* **THE PROBLEM**
Based on the listing below, report how many lines contain the word "will". Nothing but the number, please.

* **THE DATA**
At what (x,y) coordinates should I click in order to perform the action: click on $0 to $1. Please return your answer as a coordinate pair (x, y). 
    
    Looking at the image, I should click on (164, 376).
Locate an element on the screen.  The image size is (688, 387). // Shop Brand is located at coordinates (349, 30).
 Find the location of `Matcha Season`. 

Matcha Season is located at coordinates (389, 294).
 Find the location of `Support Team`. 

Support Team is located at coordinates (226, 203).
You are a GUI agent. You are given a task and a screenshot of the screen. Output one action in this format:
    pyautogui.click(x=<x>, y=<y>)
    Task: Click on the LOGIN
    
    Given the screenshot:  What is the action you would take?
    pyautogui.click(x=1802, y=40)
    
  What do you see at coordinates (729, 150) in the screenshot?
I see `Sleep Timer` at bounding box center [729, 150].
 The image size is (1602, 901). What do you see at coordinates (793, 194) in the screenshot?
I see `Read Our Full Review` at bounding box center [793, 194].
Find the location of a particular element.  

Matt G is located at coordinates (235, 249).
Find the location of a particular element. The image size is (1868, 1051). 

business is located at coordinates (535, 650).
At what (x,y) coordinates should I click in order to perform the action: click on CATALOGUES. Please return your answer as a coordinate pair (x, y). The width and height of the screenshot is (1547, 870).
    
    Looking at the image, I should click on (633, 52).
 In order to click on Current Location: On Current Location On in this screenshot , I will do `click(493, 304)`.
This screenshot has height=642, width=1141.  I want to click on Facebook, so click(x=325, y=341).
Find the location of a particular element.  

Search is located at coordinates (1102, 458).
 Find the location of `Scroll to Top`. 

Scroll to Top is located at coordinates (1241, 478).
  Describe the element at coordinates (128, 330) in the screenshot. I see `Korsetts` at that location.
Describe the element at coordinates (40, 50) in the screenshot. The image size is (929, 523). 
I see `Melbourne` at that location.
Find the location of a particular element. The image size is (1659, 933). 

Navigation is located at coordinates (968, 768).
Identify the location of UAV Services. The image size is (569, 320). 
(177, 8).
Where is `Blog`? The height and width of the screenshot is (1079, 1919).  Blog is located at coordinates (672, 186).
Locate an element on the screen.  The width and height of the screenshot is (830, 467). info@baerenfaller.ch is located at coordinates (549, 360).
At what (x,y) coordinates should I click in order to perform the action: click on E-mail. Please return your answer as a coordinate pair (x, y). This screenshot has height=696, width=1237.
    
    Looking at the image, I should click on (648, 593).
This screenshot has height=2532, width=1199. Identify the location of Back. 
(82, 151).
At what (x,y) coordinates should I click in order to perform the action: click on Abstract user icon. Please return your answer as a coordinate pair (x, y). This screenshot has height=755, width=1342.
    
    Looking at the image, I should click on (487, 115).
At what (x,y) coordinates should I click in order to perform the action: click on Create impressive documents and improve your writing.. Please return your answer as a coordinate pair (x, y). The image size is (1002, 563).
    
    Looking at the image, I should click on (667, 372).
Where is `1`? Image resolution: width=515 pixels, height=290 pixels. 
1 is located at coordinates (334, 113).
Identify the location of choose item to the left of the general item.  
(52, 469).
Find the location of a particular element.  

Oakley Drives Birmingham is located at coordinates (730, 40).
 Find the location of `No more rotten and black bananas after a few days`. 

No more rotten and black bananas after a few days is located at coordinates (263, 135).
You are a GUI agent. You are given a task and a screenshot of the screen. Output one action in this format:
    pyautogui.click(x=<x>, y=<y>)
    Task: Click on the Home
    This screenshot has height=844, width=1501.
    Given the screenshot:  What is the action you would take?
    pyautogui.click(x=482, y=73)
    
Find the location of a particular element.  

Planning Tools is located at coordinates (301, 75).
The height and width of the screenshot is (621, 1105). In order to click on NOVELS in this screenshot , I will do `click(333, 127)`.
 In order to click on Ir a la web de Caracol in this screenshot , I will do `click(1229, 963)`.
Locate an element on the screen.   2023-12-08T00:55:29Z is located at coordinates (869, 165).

* **RESPONSE**
3